Nicknamed America’s “Dimestore Dostoyevsky,” Jim Thompson (1906-1977) left an indelible, bloody fingerprint on the crime fiction landscape. In the 37 years since his death, Thompson’s work has slid from out-of-print obscurity to the forefront of the pulp—and literary—world, thanks in part to well-known film adaptations, such as 1990’s The Grifters (based on the 1963 novel). Now, Little, Brown’s crime imprint, Mulholland Books, is again bringing Thompson into the conversation with their trade paper reissues of the author’s oeuvre, 25 books in all.

Thompson's work is a “blueprint to suspense, his characters as desperate and charismatic as anyone has written since,” said Mulholland’s editorial director, Joshua Kendall. In the age of the e-book, and during a time that so many bricks-and-mortar bookstores have disappeared, Kendall underscores that “readers and writers, and especially booksellers, need to feel connected to one another—that we’re a community of book lovers. Mulholland is no different, where writers and readers meet to chat endlessly about books. The writer everyone comes back to? Jim Thompson.”

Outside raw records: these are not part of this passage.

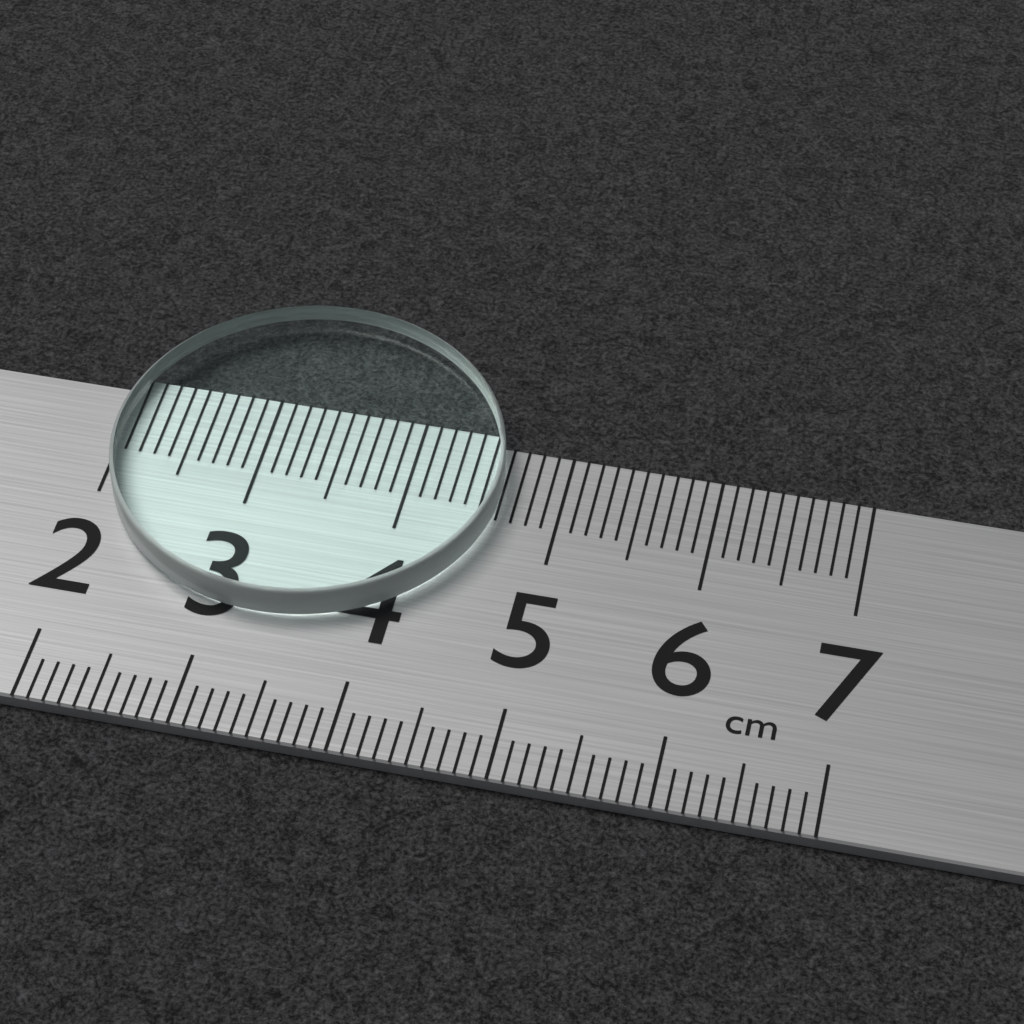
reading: 4.6 cm
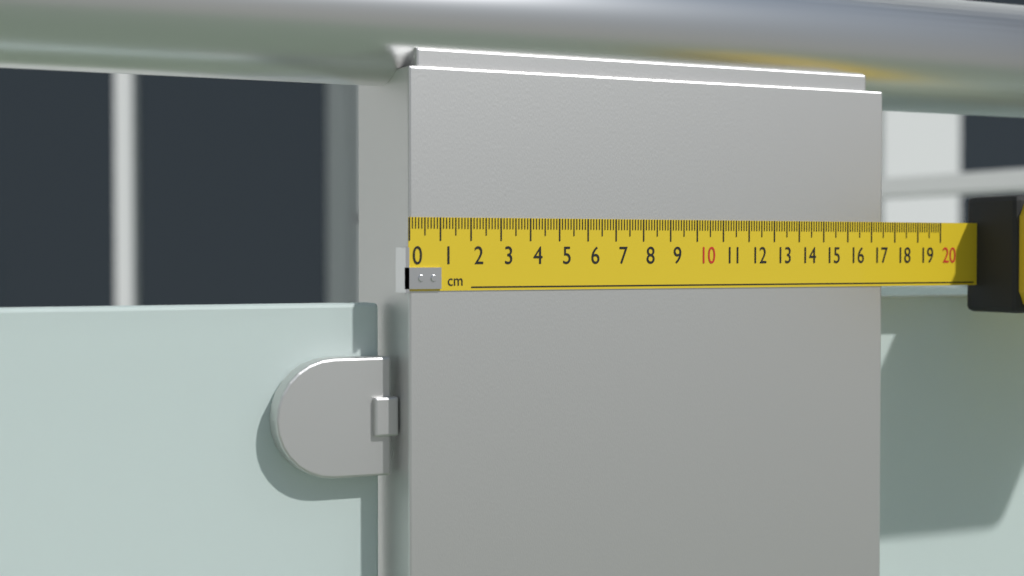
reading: 17.5 cm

Ten of the reissues include new introductions from authors as varied as Stephen King, Chelsea Cain, Andre Dubus III and Daniel Woodrell. These ten include some of Thompson’s most recognizable work—such as The Killer Inside Me, The Grifters, and After Dark, My Sweet. The contemporary authors’ take on these noir anti-heroes brings a new level of richness to books that have a dedication to telling the most compelling story possible, conventions like “likable” characters be damned.

Particularly now, when debate continues to bubble about the benefits (or lack thereof) of fiction that contains characters one would want to befriend, Thompson’s work embodies the sentiment that characters are there in service to the story. And, for Thompson, the stories that deliver the best sucker punches are the ones where the writer allows the darkness to run rampant on the page, and through the veins of characters.

“Thompson is still considered by many one of our greatest writers,” said Kendall. “If great literature makes you feel alive to the world, crime fiction makes you feel engaged with it. It’s rare then that a writer manages both, but Thompson, at his best, did exactly that.”

“He was showing us a map of the damaged psyche,” wrote Doug Dorst, in his introduction to The Alcoholics. “Not offering us (or his characters or himself) any routes to cross it.” And it’s not just Thompson’s anti-heroes who bear the burden of the havoc they wreak. In his introduction to Pop. 1280, Daniel Woodrell reminds us that “this being Jim Thompson, the darkness begins quickly to gather, darkness that seeps from active wrongdoing and citizenry’s cowed acceptance of wrongdoing, and no writer has ever been more cunning and potent in his depiction of the commonplace nature of evil.”

Mulholland Books offers readers, both Thompson fanatics and those new to his work, myriad information about the author--his books, film adaptations and biographical details--on page of its website dedicated to the reissues. True Thompson devotees won’t want to miss the author’s screenplay collaborations with Stanley Kubrick for 1956’s The Killing and 1957’s Paths of Glory. In all his work, according to Andre Dubus III in his introduction to The Grifters, Thompson “reminds us where literature can and should go, into the dark heart of that universal and grasping human need for respect and comfort and acceptance, qualities of a first-class life for which his characters are willing to lie, cheat, steal, and even kill.”